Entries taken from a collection
= Beginning of Section =

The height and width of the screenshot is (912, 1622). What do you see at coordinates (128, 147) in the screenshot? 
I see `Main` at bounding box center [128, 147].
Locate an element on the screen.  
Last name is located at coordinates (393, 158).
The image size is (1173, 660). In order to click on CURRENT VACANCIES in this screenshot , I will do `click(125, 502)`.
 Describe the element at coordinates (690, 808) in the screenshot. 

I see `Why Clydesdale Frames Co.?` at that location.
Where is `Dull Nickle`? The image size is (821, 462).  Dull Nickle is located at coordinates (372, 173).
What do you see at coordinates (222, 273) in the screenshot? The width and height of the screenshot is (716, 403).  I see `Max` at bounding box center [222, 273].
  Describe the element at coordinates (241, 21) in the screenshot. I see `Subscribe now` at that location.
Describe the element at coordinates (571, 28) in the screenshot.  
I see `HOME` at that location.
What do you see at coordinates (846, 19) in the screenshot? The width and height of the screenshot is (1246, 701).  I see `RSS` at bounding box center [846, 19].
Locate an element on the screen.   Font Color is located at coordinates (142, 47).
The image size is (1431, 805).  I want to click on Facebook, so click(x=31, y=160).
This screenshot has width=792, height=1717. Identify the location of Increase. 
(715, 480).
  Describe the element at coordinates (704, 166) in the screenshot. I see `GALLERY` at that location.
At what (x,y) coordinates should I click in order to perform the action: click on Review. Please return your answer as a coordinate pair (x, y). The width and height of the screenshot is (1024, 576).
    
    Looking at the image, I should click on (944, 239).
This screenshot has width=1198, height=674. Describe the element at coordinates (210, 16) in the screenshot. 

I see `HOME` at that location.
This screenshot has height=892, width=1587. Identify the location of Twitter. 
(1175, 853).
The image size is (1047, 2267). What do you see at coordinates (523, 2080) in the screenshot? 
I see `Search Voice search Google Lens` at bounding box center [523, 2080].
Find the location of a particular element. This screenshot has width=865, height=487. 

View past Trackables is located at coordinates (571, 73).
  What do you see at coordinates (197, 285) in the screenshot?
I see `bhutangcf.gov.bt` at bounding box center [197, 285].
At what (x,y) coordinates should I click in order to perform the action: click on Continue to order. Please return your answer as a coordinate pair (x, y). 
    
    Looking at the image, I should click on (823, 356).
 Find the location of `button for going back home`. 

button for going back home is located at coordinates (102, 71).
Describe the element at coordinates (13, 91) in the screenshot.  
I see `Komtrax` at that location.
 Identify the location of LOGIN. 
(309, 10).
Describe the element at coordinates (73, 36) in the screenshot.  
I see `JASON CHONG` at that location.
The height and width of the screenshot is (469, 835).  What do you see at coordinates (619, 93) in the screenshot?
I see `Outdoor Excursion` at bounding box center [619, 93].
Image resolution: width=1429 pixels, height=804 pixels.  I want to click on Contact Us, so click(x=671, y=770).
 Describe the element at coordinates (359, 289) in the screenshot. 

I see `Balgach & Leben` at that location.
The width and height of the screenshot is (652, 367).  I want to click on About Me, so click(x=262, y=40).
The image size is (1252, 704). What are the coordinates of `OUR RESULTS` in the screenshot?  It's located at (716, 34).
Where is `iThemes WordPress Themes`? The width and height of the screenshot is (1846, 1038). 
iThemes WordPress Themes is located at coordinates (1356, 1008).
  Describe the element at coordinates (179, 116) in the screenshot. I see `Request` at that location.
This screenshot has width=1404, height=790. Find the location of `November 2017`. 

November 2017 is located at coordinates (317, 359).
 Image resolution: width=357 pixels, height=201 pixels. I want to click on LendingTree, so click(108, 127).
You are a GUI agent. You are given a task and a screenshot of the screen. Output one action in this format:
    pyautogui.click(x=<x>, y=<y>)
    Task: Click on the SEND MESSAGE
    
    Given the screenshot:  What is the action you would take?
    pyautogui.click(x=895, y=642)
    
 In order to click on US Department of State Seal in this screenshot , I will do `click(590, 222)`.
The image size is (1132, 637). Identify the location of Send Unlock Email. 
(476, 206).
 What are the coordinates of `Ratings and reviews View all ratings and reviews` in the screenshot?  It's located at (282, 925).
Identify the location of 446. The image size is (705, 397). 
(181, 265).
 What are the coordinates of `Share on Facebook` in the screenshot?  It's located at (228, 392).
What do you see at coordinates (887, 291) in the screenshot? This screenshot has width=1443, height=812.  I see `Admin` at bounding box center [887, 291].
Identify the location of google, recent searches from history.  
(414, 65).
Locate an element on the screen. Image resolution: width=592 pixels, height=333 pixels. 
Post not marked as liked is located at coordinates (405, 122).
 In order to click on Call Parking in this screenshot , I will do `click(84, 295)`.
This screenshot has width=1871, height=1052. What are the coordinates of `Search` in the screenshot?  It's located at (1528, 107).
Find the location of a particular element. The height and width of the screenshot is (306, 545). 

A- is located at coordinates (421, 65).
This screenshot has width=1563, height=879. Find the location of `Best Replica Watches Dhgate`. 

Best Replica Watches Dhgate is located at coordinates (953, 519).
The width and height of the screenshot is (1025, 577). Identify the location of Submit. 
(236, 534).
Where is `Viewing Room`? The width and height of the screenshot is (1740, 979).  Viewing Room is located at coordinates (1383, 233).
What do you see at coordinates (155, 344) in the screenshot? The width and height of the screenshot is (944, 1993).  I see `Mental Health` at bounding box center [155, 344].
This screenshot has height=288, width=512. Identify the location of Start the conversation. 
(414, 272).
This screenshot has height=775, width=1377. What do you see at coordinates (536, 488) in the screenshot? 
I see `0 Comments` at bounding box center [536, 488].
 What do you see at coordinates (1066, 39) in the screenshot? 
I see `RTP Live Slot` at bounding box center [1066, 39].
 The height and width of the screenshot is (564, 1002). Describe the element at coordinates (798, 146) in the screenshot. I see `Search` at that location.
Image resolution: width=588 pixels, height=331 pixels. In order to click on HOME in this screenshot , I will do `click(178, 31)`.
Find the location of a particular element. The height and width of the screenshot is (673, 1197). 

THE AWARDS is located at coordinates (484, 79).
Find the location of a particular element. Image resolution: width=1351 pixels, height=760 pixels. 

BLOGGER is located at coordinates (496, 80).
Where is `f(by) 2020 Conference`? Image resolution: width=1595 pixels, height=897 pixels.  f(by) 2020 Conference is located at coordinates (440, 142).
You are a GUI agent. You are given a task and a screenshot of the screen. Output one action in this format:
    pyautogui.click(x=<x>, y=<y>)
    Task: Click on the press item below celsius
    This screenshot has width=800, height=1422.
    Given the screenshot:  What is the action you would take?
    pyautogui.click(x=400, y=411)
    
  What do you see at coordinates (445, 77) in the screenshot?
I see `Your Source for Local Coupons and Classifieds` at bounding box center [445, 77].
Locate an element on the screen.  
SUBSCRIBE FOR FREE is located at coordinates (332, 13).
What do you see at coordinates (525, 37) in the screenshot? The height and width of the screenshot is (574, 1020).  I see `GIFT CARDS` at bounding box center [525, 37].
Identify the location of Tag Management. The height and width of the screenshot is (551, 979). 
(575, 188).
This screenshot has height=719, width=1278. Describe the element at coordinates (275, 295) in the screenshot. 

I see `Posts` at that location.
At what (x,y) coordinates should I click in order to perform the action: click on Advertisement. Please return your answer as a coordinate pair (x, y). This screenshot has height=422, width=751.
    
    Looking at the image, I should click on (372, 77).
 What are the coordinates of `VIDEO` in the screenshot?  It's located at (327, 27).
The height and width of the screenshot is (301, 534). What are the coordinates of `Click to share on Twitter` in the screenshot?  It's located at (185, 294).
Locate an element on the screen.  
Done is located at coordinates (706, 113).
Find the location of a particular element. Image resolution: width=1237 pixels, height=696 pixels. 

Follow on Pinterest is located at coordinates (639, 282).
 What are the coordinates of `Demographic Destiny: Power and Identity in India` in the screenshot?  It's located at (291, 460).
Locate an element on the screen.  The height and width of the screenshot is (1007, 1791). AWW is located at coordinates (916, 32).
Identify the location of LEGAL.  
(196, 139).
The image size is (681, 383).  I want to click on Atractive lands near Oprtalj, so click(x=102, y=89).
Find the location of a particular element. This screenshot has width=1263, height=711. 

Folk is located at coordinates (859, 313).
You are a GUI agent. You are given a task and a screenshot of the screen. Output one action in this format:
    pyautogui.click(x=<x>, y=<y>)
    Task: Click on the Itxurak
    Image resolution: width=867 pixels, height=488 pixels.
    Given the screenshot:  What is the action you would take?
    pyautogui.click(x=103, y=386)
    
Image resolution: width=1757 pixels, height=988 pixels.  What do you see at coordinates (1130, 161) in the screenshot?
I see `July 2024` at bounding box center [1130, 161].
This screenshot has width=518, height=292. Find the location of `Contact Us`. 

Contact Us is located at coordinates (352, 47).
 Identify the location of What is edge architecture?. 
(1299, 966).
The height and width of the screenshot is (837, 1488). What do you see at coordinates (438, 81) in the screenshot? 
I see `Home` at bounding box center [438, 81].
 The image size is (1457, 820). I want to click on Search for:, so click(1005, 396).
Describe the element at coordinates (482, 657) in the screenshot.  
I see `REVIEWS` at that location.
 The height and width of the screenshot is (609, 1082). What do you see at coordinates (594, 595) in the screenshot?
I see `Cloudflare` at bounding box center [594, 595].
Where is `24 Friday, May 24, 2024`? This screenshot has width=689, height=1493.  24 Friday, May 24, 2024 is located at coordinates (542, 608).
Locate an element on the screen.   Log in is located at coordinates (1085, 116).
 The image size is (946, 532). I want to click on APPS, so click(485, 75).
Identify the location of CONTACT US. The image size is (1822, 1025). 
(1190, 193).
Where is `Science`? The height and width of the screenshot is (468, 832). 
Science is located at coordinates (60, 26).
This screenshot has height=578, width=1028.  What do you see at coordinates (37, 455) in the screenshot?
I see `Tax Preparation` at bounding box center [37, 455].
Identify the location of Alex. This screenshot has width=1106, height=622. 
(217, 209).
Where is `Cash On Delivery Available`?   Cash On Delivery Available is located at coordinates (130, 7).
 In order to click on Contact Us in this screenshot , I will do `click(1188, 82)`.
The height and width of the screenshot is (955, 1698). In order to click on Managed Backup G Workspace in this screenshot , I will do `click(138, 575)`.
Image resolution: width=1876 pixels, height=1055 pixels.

= End of Section =

What to produce> Take the stretch of lines above from the one containing "Identify the location of LEGAL." through the one containing "The image size is (681, 383)." and repeat it exactly, adding no other line.

Result for this exercise>
Identify the location of LEGAL.  
(196, 139).
The image size is (681, 383).  I want to click on Atractive lands near Oprtalj, so click(x=102, y=89).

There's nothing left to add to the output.